26. If a chieftain or a man, who has been ordered to go upon the king’s highway [for war] does not go, but hires a mercenary, if he withholds the compensation, then shall this officer or man be put to death, and he who represented him shall take possession of his house.
Continuing The Code of Hammurabi.
The Code was chiseled on an oblisk by Hammurabi. The Code is presented in twelve easy 5 minute installments. For works benefiting from the latest research see the “More information” section at the bottom of these pages.
Previously in The Code of Hammurabi.
Time: 1754 BC
Place: Babylon
26. If a chieftain or a man [common soldier], who has been ordered to go upon the king’s highway [for war] does not go, but hires a mercenary, if he withholds the compensation, then shall this officer or man be put to death, and he who represented him shall take possession of his house.
27. If a chieftain or man be caught in the misfortune of the king [captured in battle], and if his fields and garden be given to another and he take possession, if he return and reaches his place, his field and garden shall be returned to him, he shall take it over again.
28. If a chieftain or a man be caught in the misfortune of a king, if his son is able to enter into possession, then the field and garden shall be given to him, he shall take over the fee of his father.
29. If his son is still young, and cannot take possession, a third of the field and garden shall be given to his mother, and she shall bring him up.
30. If a chieftain or a man leave his house, garden and field and hires it out, and some one else takes possession of his house, garden and field and uses it for three years: if the first owner return and claims his house, garden and field, it shall not be given to him, but he who has taken possession of it and used it shall continue to use it.
31. If he hire it out for one year and then return, the house, garden and field shall be given back to him, and he shall take it over again.
32. If a chieftain or a man is captured on the “Way of the King” [in war], and a merchant buy him free, and bring him back to his place; if he have the means in his house to buy his freedom, he shall buy himself free: if he have nothing in his house with which to buy himself free, he shall be bought free by the temple of his community; if there be nothing in the temple with which to buy him free, the court shall buy his freedom. His field, garden and house shall not be given for the purchase of his freedom.
33. If a … or a … [from the connection, some man higher in rank than a chieftain] enter himself as withdrawn from the “Way of the King,” and send a mercenary as substitute, but withdraw him, then the … or … shall be put to death.
34. If a … [same as in 33] or a … harm the property of a captain, injure the captain, or take away from the captain a gift presented to him by the king then the … or … shall be put to death.
35. If any one buy the cattle or sheep which the king has given to chieftains from him he loses his money.
35. The field, garden and house of a chieftain, of a man, or of one subject to quit-rent, cannot be sold.
37. If any one buy the field, garden and house of a chieftain, man or one subject to quit-rent, his contract tablet of sale shall be broken [declared invalid] and he loses his money. The field, garden and house return to their owners.
38. A chieftain, man or one subject to quit-rent cannot assign his tenure of field, house and garden to his wife or daughter, nor can he assign it for a debt.
39. He may, however, assign a field, garden or house which he has bought, and holds as property, to his wife or daughter or give it for debt.
40. He may sell field, garden and house to a merchant [royal agents] or to any other public official, the buyer holding field, house and garden for its usufruct.
41. If any one fence in the field, garden and house of a chieftain, man or one subject to quit-rent, furnishing the palings therefor; if the chieftain, man or one subject to quit-rent return to field, garden and house, the palings which were given to him become his property.
42. If any one take over a field to till it, and obtain no harvest therefrom, it must be proved that he did no work on the field, and he must deliver grain, just as his neighbor raised, to the owner of the field.
43. If he do not till the field, but let it lie fallow, he shall give grain like his neighbor’s to the owner of the field, and the field which he let lie fallow he must plow and sow and return to its owner.
44. If any one take over a waste-lying field to make it arable, but is lazy, and does not make it arable, he shall plow the fallow field in the fourth year, harrow it and till it, and give it back to its owner and for each ten _gan_ [a measure of area] ten _gur_ [dry measure] of grain shall be paid.
45. If a man rent his field for tillage for a fixed rental, and receive the rent of his field, but bad weather come and destroy the harvest, the injury falls upon the tiller of the soil.
46. If he do not receive a fixed rental for his field, but lets it on half or third shares of the harvest, the grain on the field shall be divided proportionately between the tiller and the owner.
47. If the tiller, because he did not succeed in the first year, has had the soil tilled by others, the owner may raise no objection; the field has been cultivated and he receives the harvest according to agreement.
48. If any one owe a debt for a loan, and a storm prostrates the grain, or the harvest fail, or the grain does not grow for lack of water; in that year he need not give his creditor any grain, he washes his debt-tablet in water [a symbolic action indicating the inability to pay] and pays no rent for this year.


- WHAT YOU SHOULD DO: Sort through the data and copy the lines holding the word "alexandria".
EXTRACTED ENTRIES Block Start
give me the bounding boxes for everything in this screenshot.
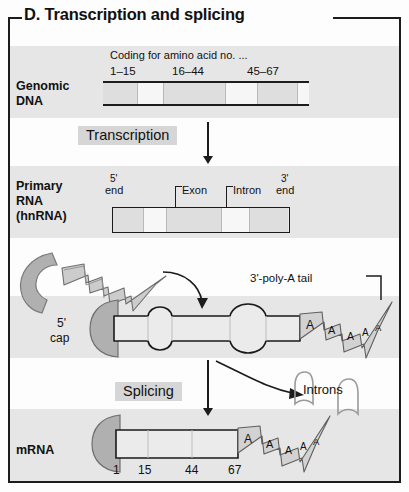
- five-prime-cap-line2: cap: [50, 331, 69, 345]
- polya-letter-mrna-2: A: [266, 438, 273, 450]
- capped-rna-backbone: [114, 304, 300, 353]
- mrna-backbone: [116, 430, 238, 458]
- capping-illustration: [0, 0, 409, 492]
- five-prime-cap-line1: 5': [57, 316, 66, 330]
- mrna-position-tick-67: 67: [228, 463, 241, 477]
- mrna-position-tick-44: 44: [185, 463, 198, 477]
- introns-label: Introns: [303, 382, 343, 397]
- polya-letter-capped-1: A: [306, 318, 314, 332]
- polya-tail-bracket: [366, 276, 381, 300]
- splicing-arrow-head: [203, 408, 213, 416]
- polya-letter-capped-4: A: [362, 327, 369, 338]
- splicing-curved-arrow: [216, 361, 296, 394]
- mrna-position-tick-1: 1: [113, 463, 120, 477]
- mrna-position-tick-15: 15: [138, 463, 151, 477]
- polya-letter-mrna-5: A: [313, 436, 319, 447]
- capping-curved-arrow: [163, 272, 202, 301]
- polya-letter-mrna-1: A: [244, 432, 252, 446]
- capping-curved-arrow-head: [197, 298, 208, 309]
- polya-letter-mrna-3: A: [285, 444, 292, 456]
- cap-crescent-icon: [21, 253, 57, 313]
- splicing-arrow-shaft: [207, 360, 209, 410]
- polya-letter-capped-5: A: [375, 322, 381, 333]
- splicing-label: Splicing: [115, 382, 182, 401]
- figure-panel: D. Transcription and splicing Coding for…: [0, 0, 409, 492]
- polya-letter-capped-2: A: [328, 324, 335, 336]
- polya-letter-capped-3: A: [347, 330, 354, 342]
- splicing-curved-arrow-head: [289, 388, 304, 399]
- row-label-mrna: mRNA: [16, 443, 54, 457]
- polya-tail-label: 3'-poly-A tail: [250, 272, 312, 284]
- polya-letter-mrna-4: A: [300, 441, 307, 452]
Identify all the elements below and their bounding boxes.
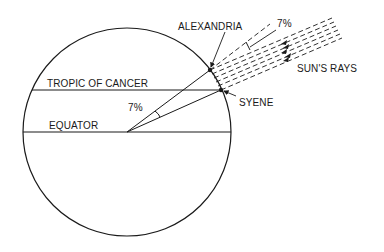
- top-angle-arc: [246, 42, 250, 50]
- top-angle-label: 7%: [277, 19, 292, 29]
- center-angle-label: 7%: [128, 103, 143, 113]
- syene-label: SYENE: [239, 98, 273, 108]
- syene-pointer: [224, 91, 236, 96]
- tropic-label: TROPIC OF CANCER: [47, 79, 148, 89]
- suns-rays-label: SUN'S RAYS: [297, 64, 357, 74]
- angle-leader: [250, 30, 276, 47]
- center-angle-arc: [155, 111, 160, 117]
- alexandria-pointer: [211, 32, 225, 67]
- alexandria-label: ALEXANDRIA: [178, 22, 242, 32]
- ray-arrowheads: [281, 40, 291, 62]
- equator-label: EQUATOR: [49, 121, 98, 131]
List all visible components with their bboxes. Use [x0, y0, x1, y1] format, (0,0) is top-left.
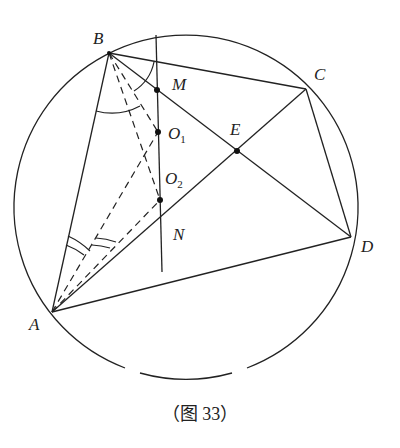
label-C: C: [314, 65, 326, 84]
figure-caption: （图 33）: [162, 404, 239, 424]
label-B: B: [93, 29, 104, 48]
point-M: [154, 87, 160, 93]
quadrilateral: [52, 35, 351, 312]
point-E: [234, 148, 240, 154]
dashed-AO2: [52, 200, 160, 312]
label-O1: O1: [168, 124, 186, 145]
label-A: A: [28, 315, 40, 334]
diagonal-AC: [52, 89, 306, 312]
dashed-AO1: [52, 132, 158, 312]
side-DA: [52, 237, 351, 312]
point-O1: [155, 129, 161, 135]
angle-mark-B-inner: [96, 106, 140, 113]
label-O2: O2: [165, 169, 183, 190]
dashed-lines: [52, 53, 160, 312]
label-N: N: [172, 225, 186, 244]
side-BC: [109, 53, 306, 89]
label-M: M: [171, 75, 187, 94]
point-O2: [157, 197, 163, 203]
geometry-figure: B C D A E M N O1 O2 （图 33）: [0, 0, 400, 448]
angle-mark-A-1a: [68, 236, 90, 251]
angle-mark-A-2b: [92, 245, 110, 248]
circumcircle-bottom-arc: [140, 373, 232, 379]
label-D: D: [360, 237, 374, 256]
angle-mark-A-1b: [66, 245, 84, 255]
side-AB: [52, 53, 109, 312]
line-MN: [156, 35, 162, 272]
angle-mark-A-2a: [96, 238, 116, 242]
point-B: [107, 51, 111, 55]
dashed-BO1: [109, 53, 158, 132]
angle-mark-B-outer: [134, 62, 154, 91]
dashed-BO2: [109, 53, 160, 200]
label-E: E: [229, 120, 241, 139]
angle-marks: [66, 62, 154, 255]
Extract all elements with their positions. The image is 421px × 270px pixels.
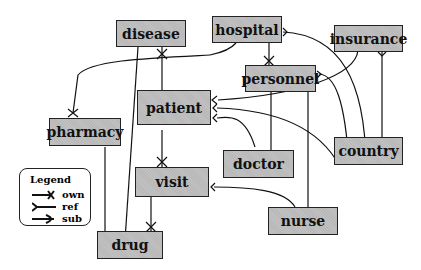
legend: Legend own ref sub — [19, 168, 91, 226]
link-nurse-visit — [214, 187, 295, 207]
entity-disease[interactable]: disease — [116, 20, 186, 47]
entity-country[interactable]: country — [334, 137, 403, 165]
entity-pharmacy[interactable]: pharmacy — [49, 118, 121, 146]
entity-visit[interactable]: visit — [135, 167, 209, 197]
entity-doctor[interactable]: doctor — [223, 150, 294, 178]
entity-nurse[interactable]: nurse — [268, 207, 338, 235]
link-patient-doctor — [217, 117, 255, 147]
entity-patient[interactable]: patient — [137, 90, 211, 125]
own-arrow-icon — [32, 190, 56, 200]
link-disease-drug — [124, 47, 138, 255]
entity-insurance[interactable]: insurance — [334, 25, 403, 52]
sub-arrow-icon — [32, 214, 56, 224]
legend-row-ref: ref — [32, 201, 78, 212]
entity-hospital[interactable]: hospital — [212, 16, 282, 43]
entity-personnel[interactable]: personnel — [245, 65, 316, 92]
entity-drug[interactable]: drug — [97, 231, 163, 259]
legend-row-own: own — [32, 189, 85, 200]
ref-arrow-icon — [32, 202, 56, 212]
legend-row-sub: sub — [32, 213, 82, 224]
legend-title: Legend — [30, 174, 71, 185]
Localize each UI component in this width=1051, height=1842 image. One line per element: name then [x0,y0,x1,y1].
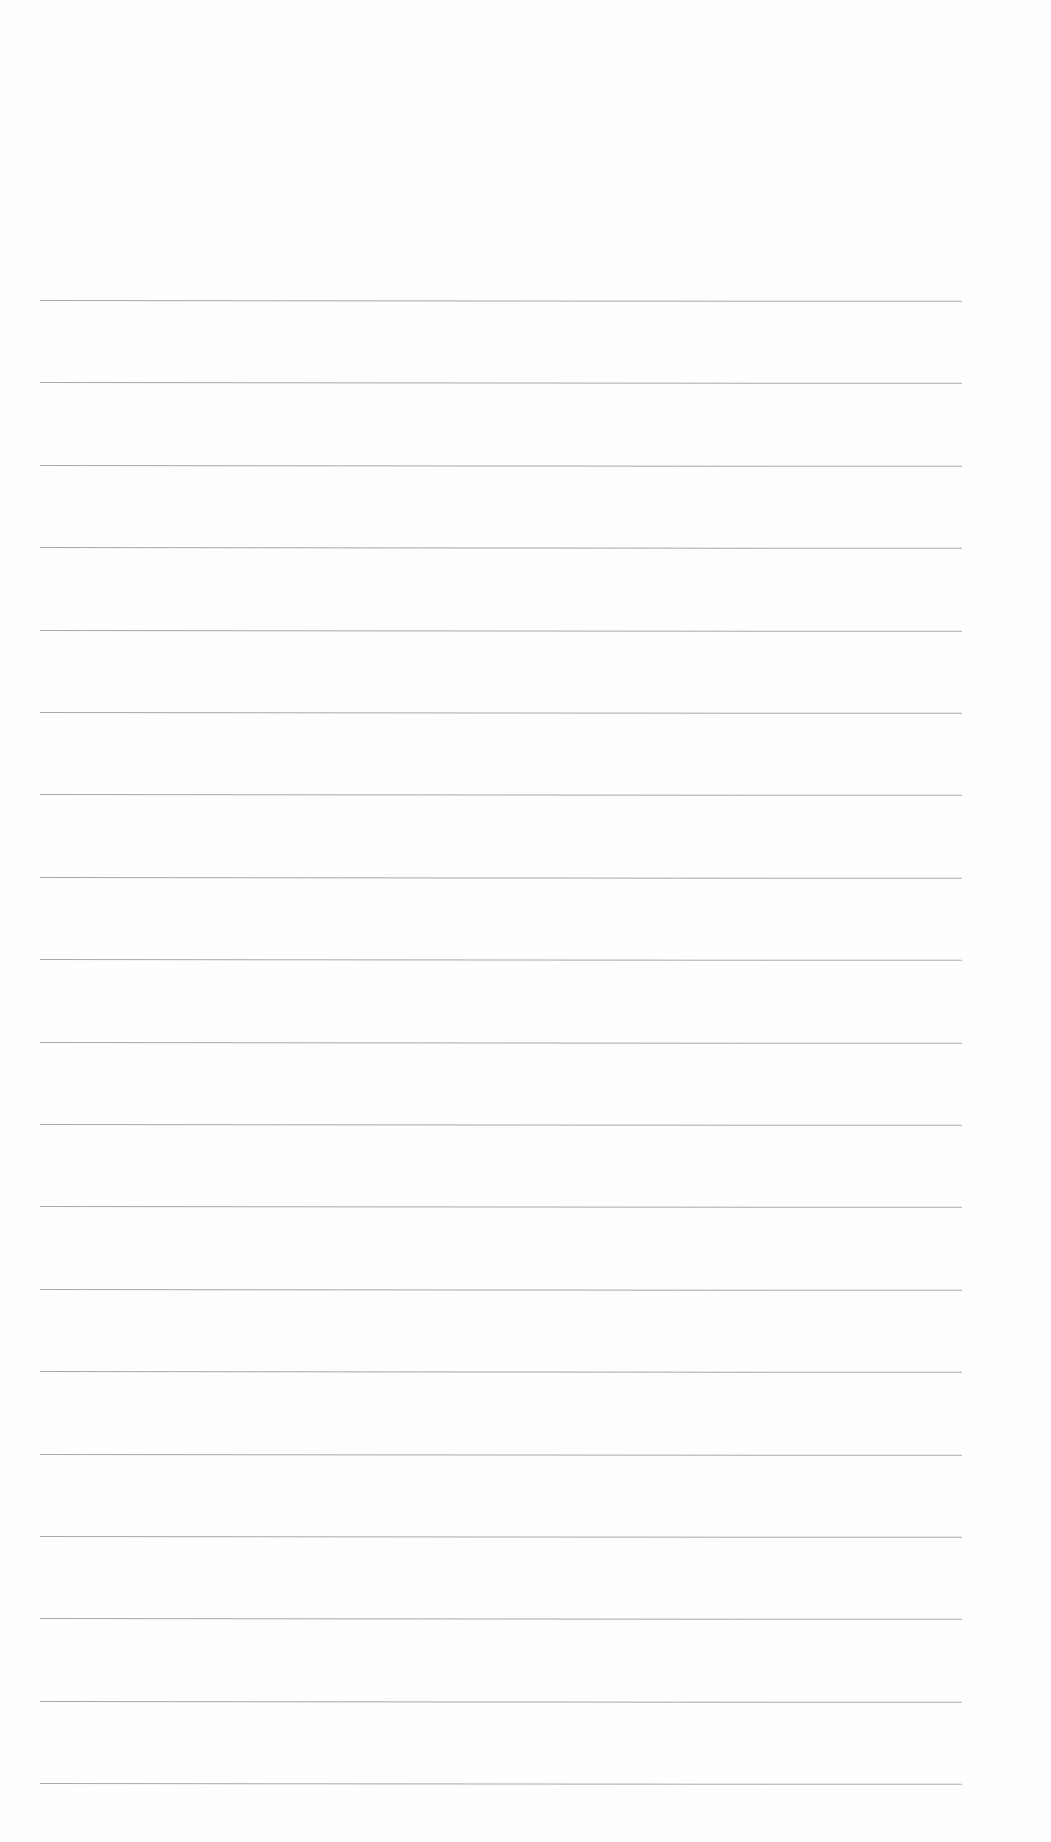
ruled-line [40,630,962,632]
ruled-line [40,547,962,549]
ruled-line [40,382,962,384]
ruled-line [40,300,962,302]
ruled-line [40,1618,962,1620]
ruled-line [40,1124,962,1126]
ruled-line [40,465,962,467]
ruled-line [40,1701,962,1703]
ruled-line [40,712,962,714]
ruled-line [40,1371,962,1373]
ruled-line [40,1042,962,1044]
ruled-line [40,959,962,961]
ruled-paper-page [0,0,1051,1842]
ruled-line [40,877,962,879]
ruled-line [40,1206,962,1208]
ruled-line [40,1536,962,1538]
ruled-line [40,1454,962,1456]
ruled-line [40,1289,962,1291]
ruled-line [40,1783,962,1785]
ruled-line [40,794,962,796]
EXTRACTED ENTRIES Block End
- SOLUTION FOR THIS TASK:
- alexandria-pointer: [211, 32, 225, 67]
- alexandria-label: ALEXANDRIA: [178, 22, 242, 32]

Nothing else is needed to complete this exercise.